The response, instead, comes on paper. It is left in his room when he gets back. And it is a portrait, specifically of Bastien, done in pencil. And what is most telling of all about what this gesture signifies: it is amateurish. Unpolished, unprofessional - not something done because there's some hidden talent here bursting to get out, but just as a simple act of unselfconscious love. A contrast to Byerly's normal shame, his reluctance to share the more earnest and awkward parts of himself. Just simple love and trust. ]
[ Despite the simplicity, Bastien spends as long looking at it as he would a gallery painting. Soaking in the earnestness of the gesture, basking in the obvious love and attention in the inexpertly rendered details.
He doesn't say anything in response, either. Not immediately, and never really much. Later, when he's half-asleep in the tangle of Byerly's spindly limbs, he'll murmur I missed your face, too, and leave it at that. But weeks or months or years from now, when he's been asked to fetch something from a drawer or is helping pack for relocation or aiding in the search for something Bastien's misplaced, Byerly will come across the drawing again, protected between clean pages of a book chosen solely for its adequate size, with an added coat of wax and resin to preserve it. And not by Bastien, who doesn't know the first thing about doing that. He had to take it to one of their art friends, awkward and proud and pleased and slightly horrified by the first hint of smudging on the drawing, and ask them to help. ]

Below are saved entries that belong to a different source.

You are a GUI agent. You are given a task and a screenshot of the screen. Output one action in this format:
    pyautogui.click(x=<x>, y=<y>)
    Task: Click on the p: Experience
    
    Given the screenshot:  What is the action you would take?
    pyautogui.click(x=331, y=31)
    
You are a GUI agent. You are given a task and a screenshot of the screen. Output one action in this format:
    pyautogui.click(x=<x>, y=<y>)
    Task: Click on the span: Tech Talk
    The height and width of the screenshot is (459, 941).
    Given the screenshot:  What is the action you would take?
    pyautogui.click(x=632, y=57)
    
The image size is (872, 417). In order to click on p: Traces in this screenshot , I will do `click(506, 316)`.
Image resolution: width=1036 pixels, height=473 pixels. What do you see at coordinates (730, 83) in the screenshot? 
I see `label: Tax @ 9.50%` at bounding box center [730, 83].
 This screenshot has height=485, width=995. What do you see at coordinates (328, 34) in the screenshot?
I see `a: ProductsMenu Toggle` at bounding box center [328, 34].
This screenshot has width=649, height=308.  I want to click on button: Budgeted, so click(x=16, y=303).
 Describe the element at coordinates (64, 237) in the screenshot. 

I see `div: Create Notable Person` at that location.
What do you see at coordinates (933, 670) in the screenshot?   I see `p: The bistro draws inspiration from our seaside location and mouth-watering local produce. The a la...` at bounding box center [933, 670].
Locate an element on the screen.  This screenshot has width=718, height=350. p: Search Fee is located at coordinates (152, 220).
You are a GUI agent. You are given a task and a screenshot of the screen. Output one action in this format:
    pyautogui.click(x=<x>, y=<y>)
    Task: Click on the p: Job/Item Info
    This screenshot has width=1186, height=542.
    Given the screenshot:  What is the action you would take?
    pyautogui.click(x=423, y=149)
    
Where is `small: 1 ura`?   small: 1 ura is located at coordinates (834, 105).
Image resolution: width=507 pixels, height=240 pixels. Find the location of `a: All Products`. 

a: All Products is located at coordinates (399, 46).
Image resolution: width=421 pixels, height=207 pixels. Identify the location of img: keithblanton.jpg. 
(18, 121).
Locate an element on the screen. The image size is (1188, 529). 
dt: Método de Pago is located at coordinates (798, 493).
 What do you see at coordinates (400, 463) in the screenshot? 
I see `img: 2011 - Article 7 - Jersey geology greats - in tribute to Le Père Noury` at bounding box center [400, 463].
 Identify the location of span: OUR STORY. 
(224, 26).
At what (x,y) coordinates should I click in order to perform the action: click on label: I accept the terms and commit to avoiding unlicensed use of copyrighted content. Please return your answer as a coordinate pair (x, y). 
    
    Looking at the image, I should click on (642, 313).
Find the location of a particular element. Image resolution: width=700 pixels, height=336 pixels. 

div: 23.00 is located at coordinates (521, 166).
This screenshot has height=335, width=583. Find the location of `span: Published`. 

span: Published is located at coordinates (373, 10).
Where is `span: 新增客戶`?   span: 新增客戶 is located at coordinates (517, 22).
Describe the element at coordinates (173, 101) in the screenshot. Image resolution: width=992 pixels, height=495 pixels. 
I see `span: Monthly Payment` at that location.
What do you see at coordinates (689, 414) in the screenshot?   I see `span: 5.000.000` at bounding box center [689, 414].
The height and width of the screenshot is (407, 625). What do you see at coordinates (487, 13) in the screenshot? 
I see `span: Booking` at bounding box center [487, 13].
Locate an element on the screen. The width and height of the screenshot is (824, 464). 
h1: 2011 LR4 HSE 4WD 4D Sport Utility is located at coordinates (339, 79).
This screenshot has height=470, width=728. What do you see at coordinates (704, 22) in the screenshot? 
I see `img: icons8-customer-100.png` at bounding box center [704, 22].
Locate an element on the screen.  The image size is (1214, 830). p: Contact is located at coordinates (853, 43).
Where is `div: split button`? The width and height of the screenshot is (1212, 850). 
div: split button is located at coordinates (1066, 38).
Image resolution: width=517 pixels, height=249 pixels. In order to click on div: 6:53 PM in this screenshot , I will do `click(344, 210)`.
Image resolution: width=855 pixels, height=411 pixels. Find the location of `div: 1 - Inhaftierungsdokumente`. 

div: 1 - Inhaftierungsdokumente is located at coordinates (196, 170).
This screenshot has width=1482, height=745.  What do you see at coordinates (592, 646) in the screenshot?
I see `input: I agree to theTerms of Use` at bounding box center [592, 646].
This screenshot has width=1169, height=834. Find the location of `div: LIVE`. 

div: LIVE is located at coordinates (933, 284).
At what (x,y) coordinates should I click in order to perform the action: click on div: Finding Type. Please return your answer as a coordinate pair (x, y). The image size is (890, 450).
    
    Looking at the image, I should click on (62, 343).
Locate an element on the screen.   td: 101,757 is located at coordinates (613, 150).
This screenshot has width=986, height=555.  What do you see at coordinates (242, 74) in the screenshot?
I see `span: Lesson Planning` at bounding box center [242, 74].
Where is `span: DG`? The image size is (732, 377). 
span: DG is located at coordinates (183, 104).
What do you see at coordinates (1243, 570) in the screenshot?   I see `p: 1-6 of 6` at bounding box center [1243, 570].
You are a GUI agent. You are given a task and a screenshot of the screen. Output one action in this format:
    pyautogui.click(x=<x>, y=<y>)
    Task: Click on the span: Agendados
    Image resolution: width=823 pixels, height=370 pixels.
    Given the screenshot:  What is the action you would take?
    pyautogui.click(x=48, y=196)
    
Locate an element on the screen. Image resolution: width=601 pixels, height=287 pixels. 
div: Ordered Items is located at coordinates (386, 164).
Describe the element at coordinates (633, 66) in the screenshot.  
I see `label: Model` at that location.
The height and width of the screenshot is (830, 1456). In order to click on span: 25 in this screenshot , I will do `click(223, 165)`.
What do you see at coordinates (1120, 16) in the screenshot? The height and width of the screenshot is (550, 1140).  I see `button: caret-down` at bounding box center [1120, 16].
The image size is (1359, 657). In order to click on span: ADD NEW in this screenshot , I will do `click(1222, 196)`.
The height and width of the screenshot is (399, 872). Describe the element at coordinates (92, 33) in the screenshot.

crystal. backdated end of last/beginning of this month???
[ Sidony doesn't sound.... Sad, exactly, but she does sound less chirpy than she usually is to be messaging her dearest spouse. Definitely trying to hide just how desolate she really is. ]
Darling, I don't suppose you have a spare evening and a glass of wine or two, do you?
[It doesn't sound particularly grateful; rather, it is exactly as prim and sniffing as Byerly's justification had been petty. Someone (not her!) might suggest the phrase 'two of a kind.' Presumably that someone would also find themselves being vigorously shouted down.]
Now we will both just have to make due with the truth. In any case, I suppose it will make little difference in the immediate future.